HOK’s experience with the LaGuardia Airport renovations and ASTM’s with toll roads and other infrastructure imply that the P3 model will be a firmer foundation than the mechanism proposed in the much maligned General Project Plan (GPP). (Governor Hochul essentially buried the GPP on June 26 by announcing the “decoupling” of the station’s renovation from her predecessor Andrew Cuomo’s scheme to pay for it with proceeds from ten Vornado office towers, without presenting full details on replacement funding.) ASTM will absorb any cost overruns, and its payments from the railroads are “performance-constrained,” incentivizing the firm to provide high-level passenger experience and maintenance. The new station thus not only adds stairs, escalators, and ADA-compliant elevators, but a plan to keep them functional and clean.

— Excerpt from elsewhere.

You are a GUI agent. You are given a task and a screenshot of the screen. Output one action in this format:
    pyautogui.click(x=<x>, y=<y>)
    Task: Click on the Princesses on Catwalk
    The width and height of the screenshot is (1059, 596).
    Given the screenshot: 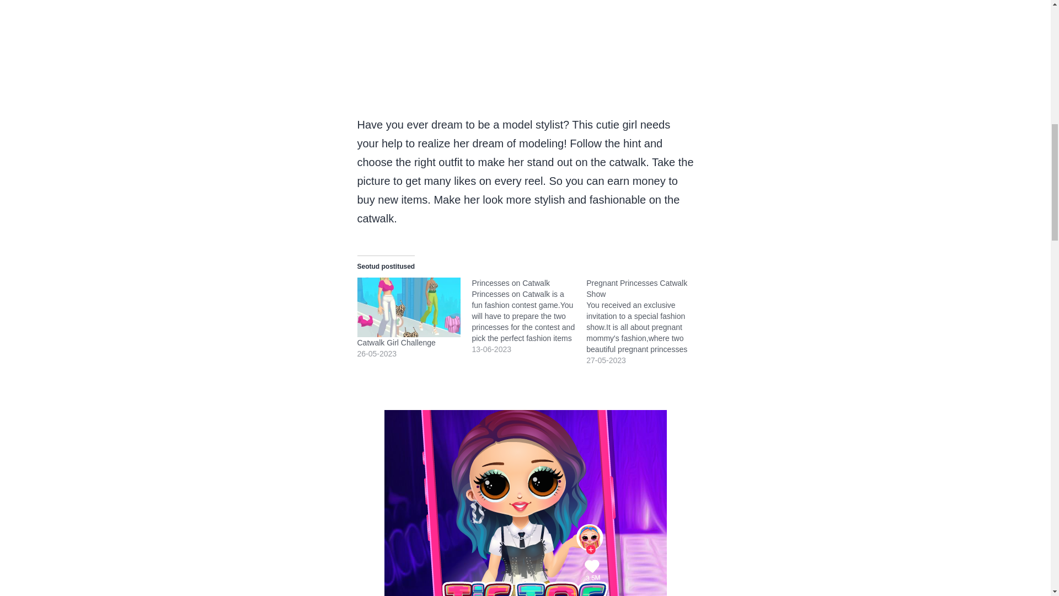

Setting the Future in Stone

The new design markedly improves the complex’s visual coherence. Noting the neoclassical identity of comparable projects (Grand Central Terminal, Philadelphia’s 30th Street Station, and Washington’s Union Station), the architects chose a stone facade, so that “in a sea of glass and private enterprise,” Chakrabarti said, New Penn “clearly declares itself as a public civic building.” By surrounding MSG with the new square station, meeting the sidewalk with a stone street wall rather than setting the arena back on a plaza, and adding a ribbed stone facade to MSG (which will pay for the recladding), the design bonds the cylindrical and rectangular volumes as what Chakrabarti called “a unified mixed-use building and destination, not as a series of pieces, as it does today.”

The deep vertical granite or limestone panels along Eighth Avenue delineate second-story porches and create a rhythm of shadows that respectfully addresses the Farley Building’s neoclassical columns across the avenue. Chakrabarti points out that Farley originally complemented the vanished McKim, Mead and White station (“a mirror of a mirror of a ghost”). New Penn’s respects this, with proportions approximating those of the demolished station.

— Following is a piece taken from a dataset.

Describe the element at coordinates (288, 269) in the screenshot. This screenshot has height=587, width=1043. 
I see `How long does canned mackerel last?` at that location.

The station must nevertheless occupy the quotidian future rather than the past, and its operational features are meant to rectify errors that passengers and passersby should never have had to endure. An important component that would enhance streetscape quality, noted HOK’s director of transportation Luke Bridle, is the expansion of loading-dock space from roughly 33,000 square feet to a 55,400-square-foot area with driveways off 33rd and 31st Streets (for entry and egress, respectively), allowing fluid and faster one-way off-street truck movement and eliminating staging on 33rd, a longstanding hazard for pedestrians. Additional improvements in access include wider corridors, two ADA-compliant elevators for each of the 21 train platforms, and separate MSG entrances positioned on the side streets, removing confusion between rail passengers and concert crowds.

(Courtesy ASTM, PAU, and HOK)

Key takeaways from the presentation also included confirmation that no supertall developments are planned for the surrounding community, as in the GPP. New Penn also clarifies its scope and emphasize its independence from controversial factors like MSG’s expiring operating permit and possible relocation, or the likely firestorm of local opposition to a future station expansion.

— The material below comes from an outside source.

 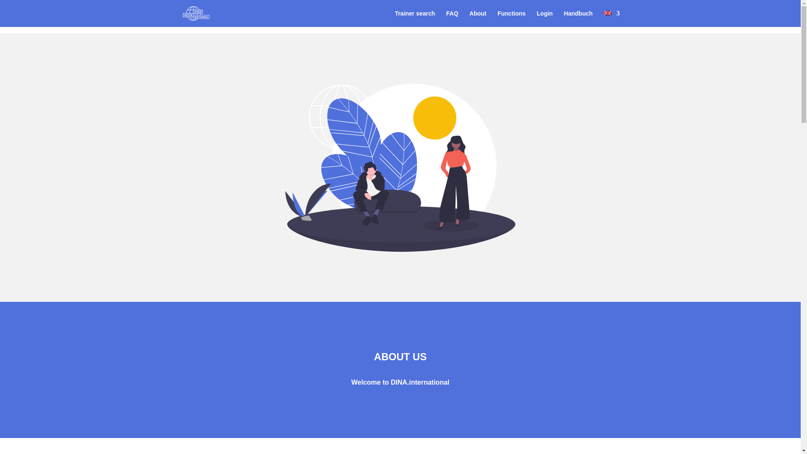 What do you see at coordinates (478, 18) in the screenshot?
I see `About` at bounding box center [478, 18].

While remaining open to the possibility of that project, termed Penn South—an objectionable point for neighbors and activists because it would consume all or most of Block 780 (between Seventh and Eighth Avenues, 30th and 31st Streets). It also remained silent on the question of through-running rail service; the dwell-time-sparing operational principle that transportation engineers and advocates regard as a holy grail for New York’s fragmented network.

(Courtesy ASTM, PAU, and HOK)

Those are battles for another day. No change in or around Penn Station is free of friction, and no seasoned observer expects a new proposal to put all questions to rest. As elected officials and civic groups prepare responses to New Penn, the team behind this proposal can take credit for advancing the conversation through substantive research, an impressive grasp of complex systems, and the rare quality of historical vision.

Bill Millard is a regular contributor to AN.